ASP.NET FriendlyUrls ViewSwitcher and jQuery Mobile
Sometime ago, September of 2012, Scott Hanselman blogged about a cool new library written for ASP.NET WebForms called ASP.NET Friendly URLs. The ASP.NET Friendly URLs library makes it easy to enable extensionless URLs for file-based handlers (e.g. ASPX, ASHX) in ASP.NET applications. The library itself is very cool. In a nutshell, you, with two lines of code, can have extensionless URLs in ASP.NET web forms and have different pages served up for mobile devices. Scott Hanselman’s blog post covers all of the details on features and implementation. I wanted to show you a problem that I had with using the library, namely the ViewSwitcher control, with jQuery Mobile.
I followed the thorough instructions on Scott Hanselman’s blog post about how to enable or create the mobile version of the site. Essentially you have to create a _
Site.Master and Site.Mobile.Master
1
2
3
<%@ Register Src="~/ViewSwitcher.ascx" TagPrefix="friendlyUrls" TagName="ViewSwitcher>
<!– Add this where you want the control displayed –/>
<friendlyUrls:ViewSwitcher ID="ViewSwitcher1" runat="server" />
Once these two lines of markup are on your Master Page, the FriendlyUrls library will generate a block of HTML enabling the user to switch views, if the page has an alternate view.

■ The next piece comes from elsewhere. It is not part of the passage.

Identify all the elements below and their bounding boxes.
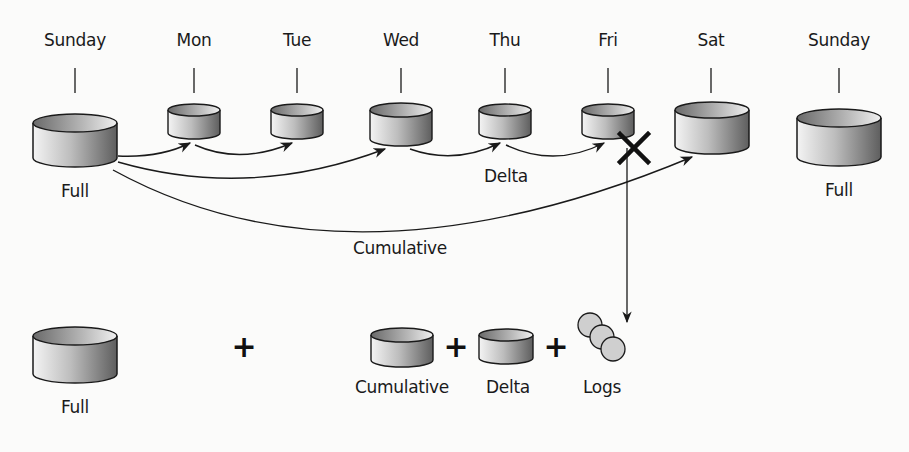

This works great out of the box if you are not using jQuery Mobile and the reason for it is not the FriendlyUrls library but the way jQuery Mobile tries to load pages via Ajax. If you run your application “out of the box” while on a jQuery Mobile based view, and try to switch to Desktop view you will get redirected to http://domainname/__FriendlyUrls_SwitchView?ReturnUrl=/, or something similar. This is because the FriendlyUrl libraries changes the view using a cookie and the jQuery Mobile framework only attempts to load the changes for the page (not the entire page) so there is a little trouble. No worries there is a quick fix. If you open up the ViewSwitcher.ascx control and add the following attribute to the anchor tag
1
data-ajax="false"
This tells jQuery Mobile to not load that page with Ajax and load the entire page.
Ideally when the library hits the ASP.NET open source stack (its on its way), I or someone else will contribute this to the control to implement this small fix.
Share on
Twitter Facebook LinkedIn RedditLike what you read?
Please consider sponsoring this blog.